Last week, a federal judge ruled that US President Donald Trump, who had demanded a $1 billion settlement, restore to UCLA hundreds of millions of dollars in funding that he had paused over alleged antisemitism, a decision that many free speech advocates are welcoming following more conciliatory stances by other universities over the same allegations when faced with similar recent threats. 

Despite the university's comparatively tough stance on Trump this month, pro-Palestinian activists have not forgotten the university's position against their movement.
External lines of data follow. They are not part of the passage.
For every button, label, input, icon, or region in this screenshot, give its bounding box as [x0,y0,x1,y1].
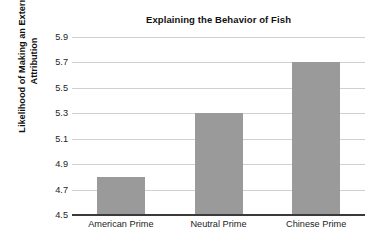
y-axis-tick-label: 4.9 [44,159,68,169]
y-axis-tick-labels: 5.95.75.55.35.14.94.74.5 [40,37,68,215]
y-axis-title-line-2: Attribution [28,38,41,85]
y-axis-tick-label: 5.9 [44,32,68,42]
gridline [72,37,365,38]
x-axis-tick-label: American Prime [72,219,170,229]
y-axis-tick-label: 5.1 [44,134,68,144]
x-axis-line [72,214,365,216]
y-axis-tick-label: 5.7 [44,57,68,67]
plot-area [72,37,365,215]
x-axis-tick-label: Neutral Prime [170,219,268,229]
bar[interactable] [292,62,340,215]
x-axis-tick-labels: American PrimeNeutral PrimeChinese Prime [72,219,365,235]
bar[interactable] [195,113,243,215]
bar-chart-figure: Explaining the Behavior of Fish Likeliho… [0,0,383,247]
y-axis-tick-label: 4.5 [44,210,68,220]
y-axis-tick-label: 5.3 [44,108,68,118]
x-axis-tick-label: Chinese Prime [267,219,365,229]
y-axis-tick-label: 5.5 [44,83,68,93]
bar[interactable] [97,177,145,215]
chart-title: Explaining the Behavior of Fish [72,14,365,25]
y-axis-tick-label: 4.7 [44,185,68,195]
y-axis-title: Likelihood of Making an External Attribu… [15,0,41,141]
y-axis-title-line-1: Likelihood of Making an External [16,0,29,133]
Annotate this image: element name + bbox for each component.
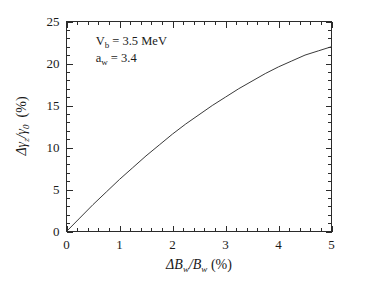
- y-tick-label: 15: [47, 98, 60, 113]
- y-tick-label: 20: [47, 56, 60, 71]
- annotation-value: = 3.5 MeV: [109, 34, 167, 48]
- y-tick-label: 10: [47, 140, 60, 155]
- y-label-delta: Δ: [14, 147, 29, 156]
- svg-text:ΔBw/Bw (%): ΔBw/Bw (%): [165, 257, 232, 274]
- y-label-unit-text: (%): [14, 96, 30, 117]
- annotation-value: = 3.4: [108, 51, 138, 65]
- x-tick-label: 4: [275, 237, 282, 252]
- y-tick-label: 0: [53, 224, 60, 239]
- x-tick-label: 5: [328, 237, 335, 252]
- y-label-unit: [14, 117, 29, 124]
- y-tick-label: 25: [47, 14, 60, 29]
- annotation-symbol: V: [96, 34, 105, 48]
- x-label-delta: Δ: [165, 257, 174, 272]
- x-tick-label: 1: [116, 237, 123, 252]
- x-tick-label: 3: [222, 237, 229, 252]
- figure-container: 012345 0510152025 Δγz/γ0 (%) ΔBw/Bw (%) …: [0, 0, 375, 286]
- x-tick-label: 0: [63, 237, 70, 252]
- y-tick-label: 5: [53, 182, 60, 197]
- x-label-unit-text: (%): [211, 257, 232, 273]
- x-tick-label: 2: [169, 237, 176, 252]
- line-chart: 012345 0510152025 Δγz/γ0 (%) ΔBw/Bw (%) …: [0, 0, 375, 286]
- x-axis-label: ΔBw/Bw (%): [165, 257, 232, 274]
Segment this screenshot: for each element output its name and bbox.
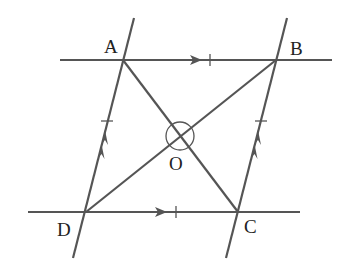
label-B: B: [290, 38, 303, 59]
label-C: C: [244, 216, 257, 237]
label-A: A: [104, 36, 118, 57]
diagonal-BD: [86, 60, 276, 212]
label-D: D: [57, 219, 71, 240]
label-O: O: [169, 153, 183, 174]
parallelogram-diagram: A B C D O: [0, 0, 347, 269]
Trump's determination to withhold research funding was precipitated by a student encampment in protest of Israel’s war in Gaza, which was violently attacked last April for four hours by a mob of counterprotesters, while UCLA security personnel stood by and law enforcement were slow to respond once they arrived on the scene, according to news reports at the time.

"Unfortunately, schools like UCLA have been engaged in a lot of egregious conduct. On free speech, they haven't done nearly enough. This has only been exacerbated by the Trump administration," Amr Shabaik, legal director of the Council on American-Islamic Relations-Los Angeles, told TNA. He is representing students in a lawsuit against UCLA and pro-Israel extremists who were attacked in the encampment.

"If they can go after big institutions with a lot of resources, what does that mean for the everyday person without these resources?" said Shabaik. "We're seeing that with the immigration raids. It really is a step towards fascism."